What does it matter if I’m going to be dead anyway?

It’s a comment sometimes heard by Julia Chung, an advice-only financial planner at Spring Planning in Vancouver.

Her retort: “It isn’t about you. It’s about the people that you leave behind.”

Having a well-thought-out estate plan is “one of the most loving things you can do for your friends and family,” Chung says.

And it goes far beyond drawing up a will laying out who gets what when you’re six feet under.

Indeed, Chung says there’s planning that must be done for when you’re still among the living, but may have lost the ability to make your own decisions due to dementia or other conditions.

People are living longer thanks to advances in science, “but not all of us are going to live really well,” Chung says.

A power of attorney is set out in a document entirely separate from a will, and doesn’t automatically default to a spouse or adult child.

There are also financial assets that fall outside of a person’s will that need to be sorted out, like beneficiary designations for life insurance, RRSPs and TFSAs.
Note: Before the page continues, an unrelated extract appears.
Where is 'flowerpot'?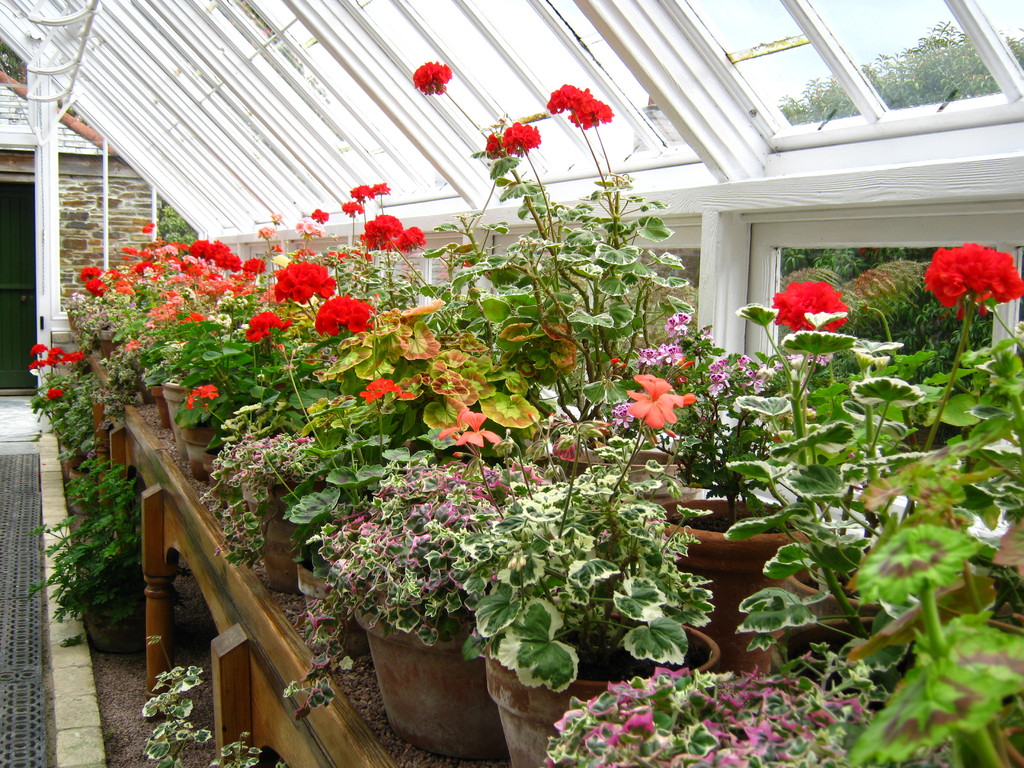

The last thing a bereaved loved one wants to do is go on a wild-goose chase for the information they need to tie up financial loose ends, so some of Chung’s clients have a binder put together with key information.

“What information do they need? Just having a will isn’t going to tell them where you bank or how to access your mail or who your investment adviser is,” says Chung.

“So how do we get that information to them?”